Kent Council – Reform’s flagship local authority – has seen its first eight months in office marked by internal scrapping, suspensions, u-turns, a scandal over erotic books and a leader hiking taxes having vowed to cut them and telling colleagues to “fucking suck it up”.
Now the party which vows to protect England’s historic heritage has waded into the full glare of yet more turmoil – ripping up Canterbury’s historic Victorian lampposts and replacing them with what have been described as “clumsy and crude” alternatives.
Kent’s ruling Reform council is said to be planning to steadily reduce its collection of historic lampposts, many cast in a foundry in the city in the 19th century, with plans to replace the estimated 250 that remain. Only London’s City of Westminster and Edinburgh retain similar sets of bespoke Victorian street lamp standards.
In a letter to the Times, Ptolemy Dean, president of the Canterbury Society, said that the proposed replacements by the council were “clumsy and crude”, claiming it had been decided it was more economical to “throw the old posts away” and replace them with standard steel fixtures with some “heritage features attached”.
He added that their removal in Canterbury was particularly worrying given its World Heritage site status and that there was “no other place that has this full array of marvellous street furniture”.
Reform’s cabinet member for highways and transport Peter Osborne has, however, decried the claims as “fake news”, although from an interview on Talk, the TV station which is no longer on TV, today, it is not entirely clear he knows what he is talking about.
“We’re not tearing down anything,” he said. “I don’t know where they’ve got… I mean, spreading misinformation like this is not helpful to them or to us.
“Never. Never in a million years. You know us better than that,” he told host Jeremy Kyle, rumoured to be standing for the party in the next general election. “So what’s actually happened is that some of these… I mean, this… I read the article that, the Times article, I read it last night, late, about… there was [sic] things in it about ‘if you paint them, they’ll last for donkey’s years’, but the bits that are failing, they’re underground, so unless I get a team of Borrowers in to tunnel underneath with a paintbrush, how can we paint underground?
“We’re gonna replace these things and this has been going on… there’s, there’s, there’s one particular picture that – I don’t know if you can see it, but there’s one that’s been snapped off by [a] road traffic accident which was back in 2019 and we replaced it – not me personally, I’ve only been in post since May last year – but we replaced it with a modern alternative which was a temporary fix while Canterbury City Council got their head around it and told us what they wanted.”
Which rather sounds less like fake news, and exactly what’s happening. Somebody needs to shed some light on this!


**Exercise description:** Each line of the listing below that includes "auditor" should be reported.

+++

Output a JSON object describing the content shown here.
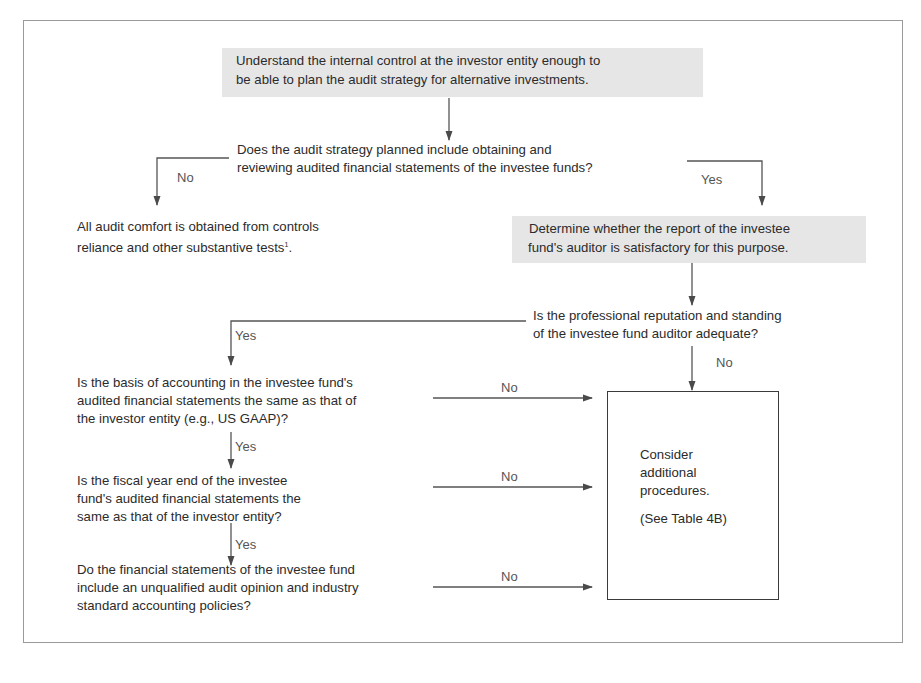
{
  "diagram": {
    "type": "flowchart",
    "start": {
      "line1": "Understand the internal control at the investor entity enough to",
      "line2": "be able to plan the audit strategy for alternative investments."
    },
    "question1": {
      "line1": "Does the audit strategy planned include obtaining and",
      "line2": "reviewing audited financial statements of the investee funds?",
      "no_label": "No",
      "yes_label": "Yes"
    },
    "no_outcome": {
      "line1": "All audit comfort is obtained from controls",
      "line2": "reliance and other substantive tests",
      "footnote_mark": "1",
      "end": "."
    },
    "determine": {
      "line1": "Determine whether the report of the investee",
      "line2": "fund's auditor is satisfactory for this purpose."
    },
    "question2": {
      "line1": "Is the professional reputation and standing",
      "line2": "of the investee fund auditor adequate?",
      "yes_label": "Yes",
      "no_label": "No"
    },
    "question3": {
      "line1": "Is the basis of accounting in the investee fund's",
      "line2": "audited financial statements the same as that of",
      "line3": "the investor entity (e.g., US GAAP)?",
      "no_label": "No",
      "yes_label": "Yes"
    },
    "question4": {
      "line1": "Is the fiscal year end of the investee",
      "line2": "fund's audited financial statements the",
      "line3": "same as that of the investor entity?",
      "no_label": "No",
      "yes_label": "Yes"
    },
    "question5": {
      "line1": "Do the financial statements of the investee fund",
      "line2": "include an unqualified audit opinion and industry",
      "line3": "standard accounting policies?",
      "no_label": "No"
    },
    "consider": {
      "line1": "Consider",
      "line2": "additional",
      "line3": "procedures.",
      "ref": "(See Table 4B)"
    }
  }
}
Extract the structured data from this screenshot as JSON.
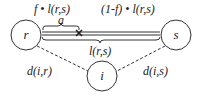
{
  "diagram": {
    "labels": {
      "top_left": "f • l(r,s)",
      "top_right": "(1-f) • l(r,s)",
      "a": "a",
      "middle": "l(r,s)",
      "left_edge": "d(i,r)",
      "right_edge": "d(i,s)"
    },
    "nodes": [
      {
        "id": "r",
        "label": "r"
      },
      {
        "id": "s",
        "label": "s"
      },
      {
        "id": "i",
        "label": "i"
      }
    ],
    "colors": {
      "stroke": "#333333",
      "background": "#ffffff"
    }
  }
}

+++

**Your response:**
      "line2": "fund's auditor is satisfactory for this purpose."
      "line2": "of the investee fund auditor adequate?",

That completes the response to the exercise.